All of this would be bog-standard, both as a kiddie outing and as a tale of immigrant-first gen culture clash, were it not for how every moment seems to shoot for the stars. While the more muted and realistic scenes are reserved for a few painfully quiet emotional moments, most of the film charges forward with a slapstick, Looney Tune energy that comes occasionally drenched in the vivid hues of a ’90s Disney dream (or nightmare) sequence. Ludwig Göransson’s score is dynamic and playful, and even helps tell its own story by stringing together western pop and traditional Chinese influences, which culminates in unexpected ways during Turning Red’s raucous, hilarious, and pulsating climax.
Every dramatic transition has its own zippy lighting cue, which makes the film a joke-filled ride, but its visual gags always enhance the tension and emotions rather than undercutting them. A group of Meilin’s aunties, who enter the story at a pivotal time, arrive like Hollywood movie stars drenched in floodlights, while the attractive boy band sensation 4-Town — a reflection of early 2000s pop, but with a Korean member to place them in today’s zeitgeist — are practically angels accompanied by divine sunlight. Even Meilin’s outbursts warp the entire fabric of the film around her, since she begins to see herself as a beastly inconvenience, unworthy of taking up space, until her friends and family convince her otherwise.

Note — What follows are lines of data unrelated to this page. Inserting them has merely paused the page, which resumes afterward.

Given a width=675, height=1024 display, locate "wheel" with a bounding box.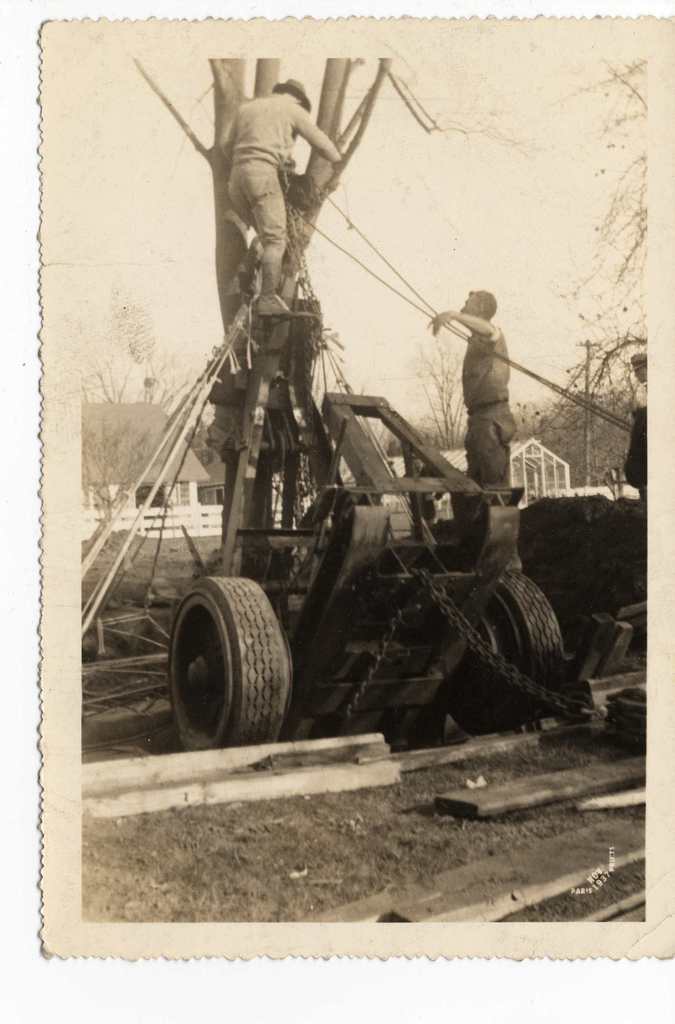
Located: locate(161, 572, 302, 762).
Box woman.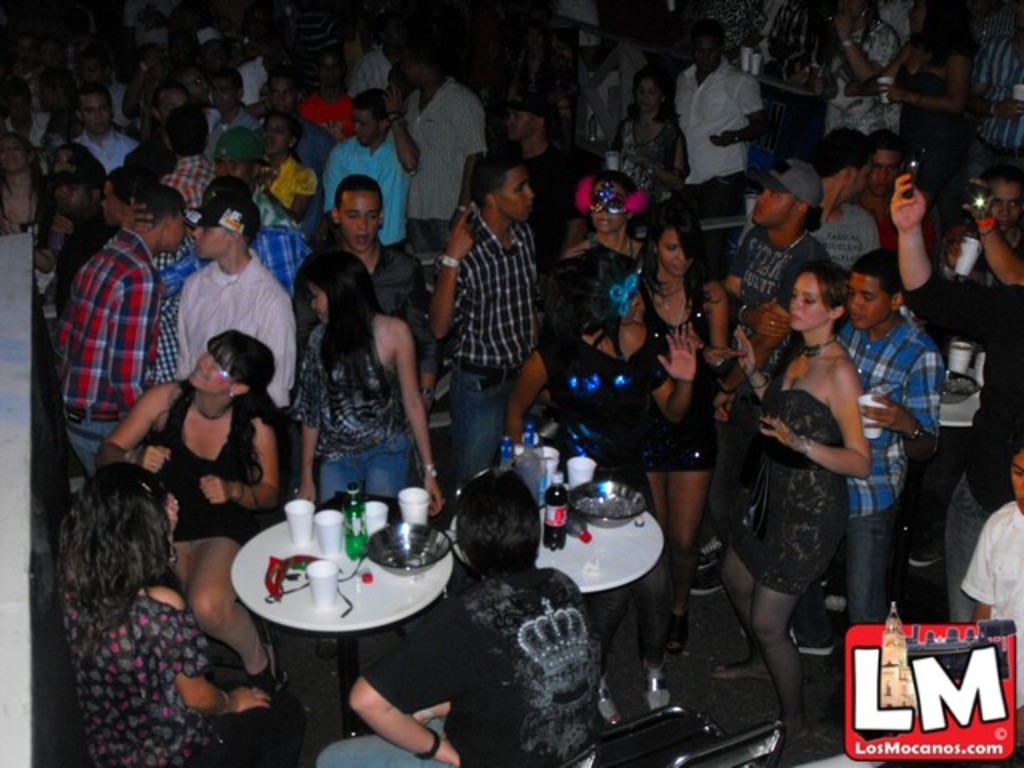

Most of all, it’s a movie that’s frank about the most awkward moments of puberty, from embarrassment over burgeoning sexuality, to inexplicable anger, to dealing with bodily insecurity, which it turns into lively and imaginative scenes at every turn. There’s never a dull moment in Turning Red, both because Shi and co-writer Julia Cho lace each beat and interaction with layers of meaning, and because the whole thing comes wrapped in cartoon influences that value expression above realism, which is something modern Hollywood animation occasionally forgets.